Personally I enjoy Bitbucket for two reasons: a) free private repos mean I can use it as a remote backup for my projects, since I'm of the philosophy that you shouldn't be talking too much until you have at least a 0.1 version to show, b) no gamification and distractions.
The gamification and awkward "social coding" environment that GitHub provides just feels forced to me. It's distracting from your work and it makes you focus on pointless minutiae, but worse - it makes other people apply unnecessary weight on the significance of how "active" and "competitive" your profile is. Look at all the people who legitimately believe GitHub should be the be-all-end-all spot for software development, replacing your resume. Look at how Git the DVCS is becoming synonymous with GitHub the (centralized) platform.
With Bitbucket, I have none of that. I can focus on my project without any intervention from the peanut gallery, without all the pointless competition and addictive side jobs that GitHub conditions you into partaking in.
Also, I always found GitHub's issue tracker to be rather underdeveloped. I think it speaks about the "quick hack" culture of software development in general.
Oh, and I think Mercurial needs more attention. I use both hg and git.
I sometimes do quick patches of things that get in my way. Sometimes I do pull requests on github. Sometimes (usually?) I don't. And I use AWS, Google, Drop Box and Github to hold things for me in the face of (yet another) hard drive crash.
I like git well enough. Github seems nice. What is this gamification of which you speak? I'm not saying that it isn't staring me in the face, but I'm probably looking right past it.
The gamification and awkward "social coding" environment that GitHub provides just feels forced to me. It's distracting from your work and it makes you focus on pointless minutiae, but worse - it makes other people apply unnecessary weight on the significance of how "active" and "competitive" your profile is. Look at all the people who legitimately believe GitHub should be the be-all-end-all spot for software development, replacing your resume. Look at how Git the DVCS is becoming synonymous with GitHub the (centralized) platform.
With Bitbucket, I have none of that. I can focus on my project without any intervention from the peanut gallery, without all the pointless competition and addictive side jobs that GitHub conditions you into partaking in.
Also, I always found GitHub's issue tracker to be rather underdeveloped. I think it speaks about the "quick hack" culture of software development in general.
Oh, and I think Mercurial needs more attention. I use both hg and git.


--- WHAT YOU ARE ASKED TO DO ---
Everything from the line that contains "This screenshot has" through the last line below should be transcribed exactly, except the pictures.
BEGIN
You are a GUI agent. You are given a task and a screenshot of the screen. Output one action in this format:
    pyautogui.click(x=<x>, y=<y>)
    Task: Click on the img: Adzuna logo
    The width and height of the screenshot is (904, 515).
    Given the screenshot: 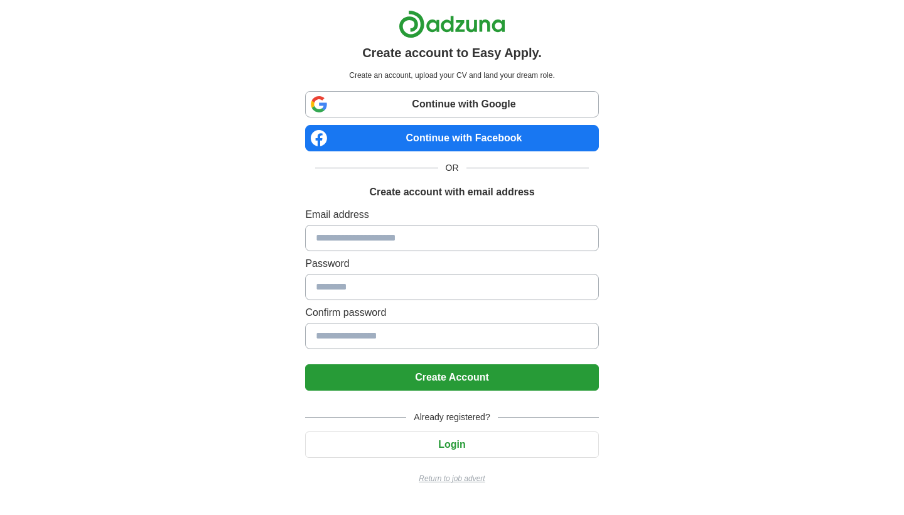 What is the action you would take?
    pyautogui.click(x=452, y=24)
    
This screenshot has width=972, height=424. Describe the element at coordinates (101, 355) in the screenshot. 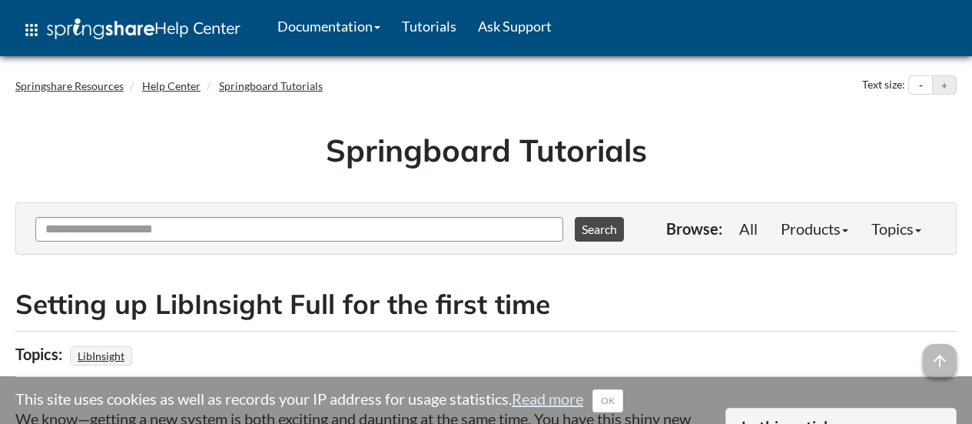

I see `a: LibInsight` at that location.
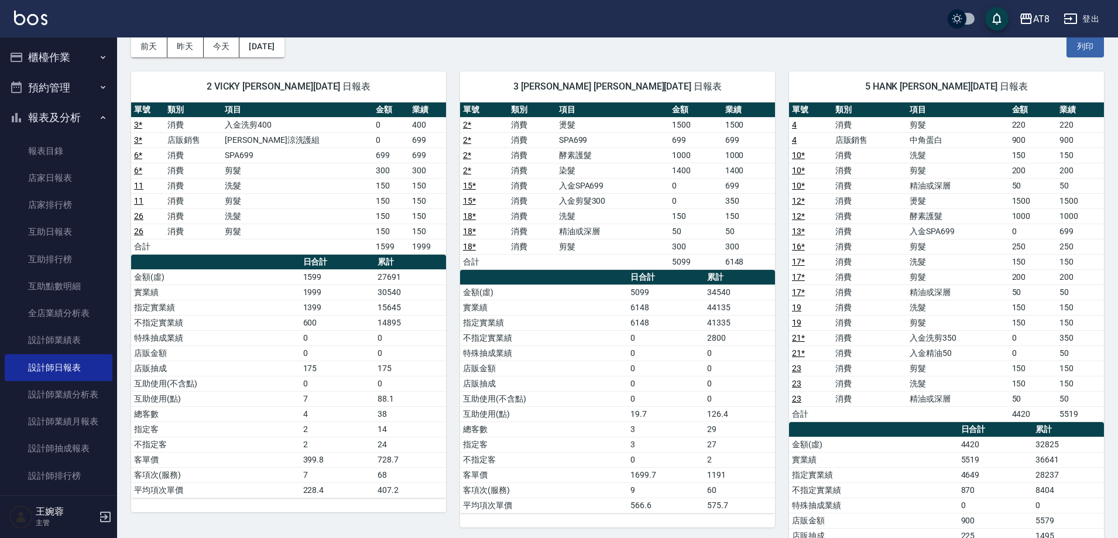  What do you see at coordinates (222, 46) in the screenshot?
I see `button: 今天` at bounding box center [222, 46].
END
--- TASK ANSWER ---
This screenshot has width=972, height=424. Describe the element at coordinates (101, 355) in the screenshot. 

I see `a: LibInsight` at that location.
  What do you see at coordinates (222, 46) in the screenshot?
I see `button: 今天` at bounding box center [222, 46].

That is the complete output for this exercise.